Sunday, September 10, 2006


Trap Shooting

Photographers who’ve worked enough with large, tripod-mounted cameras generally develop strategies to deal with the fact that lots of things don’t stand still. You can’t follow action with an 8x10 inch view camera the way you can with a hand-held camera. The slow shutter speeds generally required also won’t freeze a moving subject. But something I really like to do with big cameras is set up for a picture where some of the subject matter will hold rock-still while other parts, like moving water or grasses waving in the breeze, will blur during the exposure. Not only can the effect be pretty, but I think it conveys a sense of time passing. This approach, trapping subject action from a fixed camera position, has become so natural for me that I find I use it even when I’m working with little cameras.

The first picture was made at the pullout for a mountain overlook in West Virginia, not far from the motel featured in Saturday’s posting. I’d set up a 7x17 inch camera for the big view and was waiting for the light to do something. The sun was above the horizon but not over the mountains or heavy clouds in the eastern view. However the light was really interesting looking west so I set up a digital camera on another tripod to see what I might do with the road and passing vehicles. I could hear this heavily loaded tanker grinding up the switchbacks to the south for several minutes before he crested the rise and filled in the picture for me.
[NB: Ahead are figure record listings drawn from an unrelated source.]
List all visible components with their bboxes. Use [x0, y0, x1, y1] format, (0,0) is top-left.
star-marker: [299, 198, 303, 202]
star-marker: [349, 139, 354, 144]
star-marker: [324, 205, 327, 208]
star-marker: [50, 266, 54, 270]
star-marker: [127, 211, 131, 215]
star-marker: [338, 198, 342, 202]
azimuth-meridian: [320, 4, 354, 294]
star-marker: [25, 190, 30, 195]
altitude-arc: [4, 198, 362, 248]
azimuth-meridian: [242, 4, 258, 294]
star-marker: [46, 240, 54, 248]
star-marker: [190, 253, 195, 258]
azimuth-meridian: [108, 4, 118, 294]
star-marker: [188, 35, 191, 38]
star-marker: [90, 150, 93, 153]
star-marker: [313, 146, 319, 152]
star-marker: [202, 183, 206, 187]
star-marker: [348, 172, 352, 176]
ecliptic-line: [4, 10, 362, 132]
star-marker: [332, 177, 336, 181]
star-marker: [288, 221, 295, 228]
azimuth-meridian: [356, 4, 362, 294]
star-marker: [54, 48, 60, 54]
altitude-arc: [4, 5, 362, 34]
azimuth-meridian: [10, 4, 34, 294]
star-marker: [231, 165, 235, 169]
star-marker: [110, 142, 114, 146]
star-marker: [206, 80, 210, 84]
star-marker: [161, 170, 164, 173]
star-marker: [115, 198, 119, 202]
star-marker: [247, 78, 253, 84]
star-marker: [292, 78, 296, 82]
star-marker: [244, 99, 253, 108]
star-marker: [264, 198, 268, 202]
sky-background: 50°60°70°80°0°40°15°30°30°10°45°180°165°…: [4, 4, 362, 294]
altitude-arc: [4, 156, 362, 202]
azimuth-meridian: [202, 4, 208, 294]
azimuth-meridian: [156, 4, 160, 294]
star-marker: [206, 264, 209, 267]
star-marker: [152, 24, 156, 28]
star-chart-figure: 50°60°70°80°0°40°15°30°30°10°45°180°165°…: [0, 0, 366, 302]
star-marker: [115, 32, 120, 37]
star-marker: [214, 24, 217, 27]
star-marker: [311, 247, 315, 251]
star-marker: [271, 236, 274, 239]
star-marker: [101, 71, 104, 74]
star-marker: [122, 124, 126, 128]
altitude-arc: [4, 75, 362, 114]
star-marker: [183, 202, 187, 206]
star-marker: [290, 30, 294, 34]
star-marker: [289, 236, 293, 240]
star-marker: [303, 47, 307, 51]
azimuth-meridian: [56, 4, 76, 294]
The next one was made on a bridge across the James River on the west side of Richmond, Virginia. About two minutes later those storm clouds opened up and my Austrian friend Harald Leban and I were drenched to the skin by the time we made it back to my truck. We looked like drowned rats when we got to the gallery at Corporate and Museum Frame to help with the installation of our group exhibit, "The Enigmatic Landscape."




The next one was made from the parking lot of my motel, on a crisp October evening in Bradford, Pennsylvania. I was thinking about shooting just the road and auto parts store when I saw the car out of the corner of my eye. So I framed what I wanted, locked in the AF/AE/overrides and waited to trap the car as it passed.
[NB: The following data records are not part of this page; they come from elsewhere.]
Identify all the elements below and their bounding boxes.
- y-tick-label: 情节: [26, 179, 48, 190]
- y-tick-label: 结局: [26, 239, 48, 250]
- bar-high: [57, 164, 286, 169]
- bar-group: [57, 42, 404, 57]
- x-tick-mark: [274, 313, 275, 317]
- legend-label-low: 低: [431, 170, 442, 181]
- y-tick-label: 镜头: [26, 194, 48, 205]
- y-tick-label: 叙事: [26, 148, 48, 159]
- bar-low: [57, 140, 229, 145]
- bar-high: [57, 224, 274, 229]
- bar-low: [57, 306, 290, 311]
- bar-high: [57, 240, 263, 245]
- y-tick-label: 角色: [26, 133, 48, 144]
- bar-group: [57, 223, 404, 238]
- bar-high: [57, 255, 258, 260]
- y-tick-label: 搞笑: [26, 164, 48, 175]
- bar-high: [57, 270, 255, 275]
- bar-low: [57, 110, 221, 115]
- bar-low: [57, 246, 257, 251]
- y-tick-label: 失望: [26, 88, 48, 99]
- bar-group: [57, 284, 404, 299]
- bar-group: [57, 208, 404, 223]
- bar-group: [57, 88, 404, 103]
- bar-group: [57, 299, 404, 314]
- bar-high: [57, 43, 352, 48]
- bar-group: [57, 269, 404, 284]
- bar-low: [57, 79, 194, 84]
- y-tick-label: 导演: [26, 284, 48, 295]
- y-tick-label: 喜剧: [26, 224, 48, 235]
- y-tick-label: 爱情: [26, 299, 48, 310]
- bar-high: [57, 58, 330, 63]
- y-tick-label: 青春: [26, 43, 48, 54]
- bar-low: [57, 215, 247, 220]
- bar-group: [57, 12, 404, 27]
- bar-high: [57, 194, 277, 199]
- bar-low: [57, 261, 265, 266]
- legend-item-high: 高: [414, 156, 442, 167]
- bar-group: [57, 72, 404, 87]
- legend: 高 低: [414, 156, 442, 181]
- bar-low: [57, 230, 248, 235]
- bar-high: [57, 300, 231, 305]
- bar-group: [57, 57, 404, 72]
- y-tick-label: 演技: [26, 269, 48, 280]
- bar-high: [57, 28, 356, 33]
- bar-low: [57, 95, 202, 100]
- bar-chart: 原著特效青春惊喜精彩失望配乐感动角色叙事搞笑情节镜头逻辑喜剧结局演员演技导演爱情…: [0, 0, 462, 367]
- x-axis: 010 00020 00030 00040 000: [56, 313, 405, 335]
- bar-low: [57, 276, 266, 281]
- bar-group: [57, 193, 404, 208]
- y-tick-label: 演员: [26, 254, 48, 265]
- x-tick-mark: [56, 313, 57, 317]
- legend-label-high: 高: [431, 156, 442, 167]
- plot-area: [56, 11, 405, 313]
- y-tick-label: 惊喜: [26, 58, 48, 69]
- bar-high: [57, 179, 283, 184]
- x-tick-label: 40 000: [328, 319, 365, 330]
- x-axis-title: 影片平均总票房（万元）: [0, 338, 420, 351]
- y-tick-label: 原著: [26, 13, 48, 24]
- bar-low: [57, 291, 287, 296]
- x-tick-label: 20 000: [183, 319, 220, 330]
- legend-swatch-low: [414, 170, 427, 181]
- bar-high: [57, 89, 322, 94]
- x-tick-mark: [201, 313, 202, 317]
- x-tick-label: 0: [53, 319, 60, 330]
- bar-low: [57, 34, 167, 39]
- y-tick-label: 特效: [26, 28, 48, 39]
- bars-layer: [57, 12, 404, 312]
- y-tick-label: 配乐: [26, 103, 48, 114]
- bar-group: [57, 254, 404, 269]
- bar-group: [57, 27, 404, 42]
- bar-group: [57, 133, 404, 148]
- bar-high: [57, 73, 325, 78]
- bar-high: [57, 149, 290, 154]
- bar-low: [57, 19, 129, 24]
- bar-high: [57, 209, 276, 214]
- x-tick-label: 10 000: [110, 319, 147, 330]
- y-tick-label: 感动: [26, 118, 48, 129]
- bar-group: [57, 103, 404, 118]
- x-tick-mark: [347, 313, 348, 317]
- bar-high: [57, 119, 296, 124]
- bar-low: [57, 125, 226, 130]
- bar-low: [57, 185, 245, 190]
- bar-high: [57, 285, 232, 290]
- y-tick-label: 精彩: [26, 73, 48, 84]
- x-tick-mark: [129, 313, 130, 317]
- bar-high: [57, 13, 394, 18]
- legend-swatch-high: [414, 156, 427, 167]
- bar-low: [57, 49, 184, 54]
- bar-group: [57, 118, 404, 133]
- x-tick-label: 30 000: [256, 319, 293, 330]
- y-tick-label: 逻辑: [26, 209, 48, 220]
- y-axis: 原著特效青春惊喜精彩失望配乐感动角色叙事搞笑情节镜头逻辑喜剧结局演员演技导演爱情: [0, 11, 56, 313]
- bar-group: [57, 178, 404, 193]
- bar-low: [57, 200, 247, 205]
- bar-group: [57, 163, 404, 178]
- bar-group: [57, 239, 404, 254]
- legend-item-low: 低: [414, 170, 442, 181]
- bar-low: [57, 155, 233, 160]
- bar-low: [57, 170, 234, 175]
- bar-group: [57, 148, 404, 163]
Oh, OK, I can tell there will be complaints if I don't show it, so here’s the motel, even though nothing is moving in this picture.


4 comments:

Anonymous said...

I used to go crazy waiting for everything to appear absolutely still in a composition. Then I realized, as you did, that some movement, blur, in a photograph can increase its visual interest. It's like sweet and sour: motion and stillness. The thing for me is, SOMETHING in the composition must appear still, sharp.

Anonymous said...

capturing time by capturing moving parts of life brings something like the 4th dimension into the wonderful medium of photography - something no other art medium can realize ....?
I always liked to play with static and moving things in my images - my next exhibition will be filled with these sujets - or just photographing on a bridge in Richmond and watching clouds moving closer - a few seconds later you know how water can move down on you and how you look like a wet rat......

ARConn said...

I like this idea of trapping. I've used it accidentally in the past, but I can't remember seeing the concept elucidated before (maybe I just wasn't paying attention before). I'm going to have to expore this now that it's in my mind.

great blog btw.

Anonymous said...

Sorry but it does not appeal to me. It looks rather like vacation snapshots "...and this is where we stayed...."
Your earlier shots from the motel, prev blog I believe are good.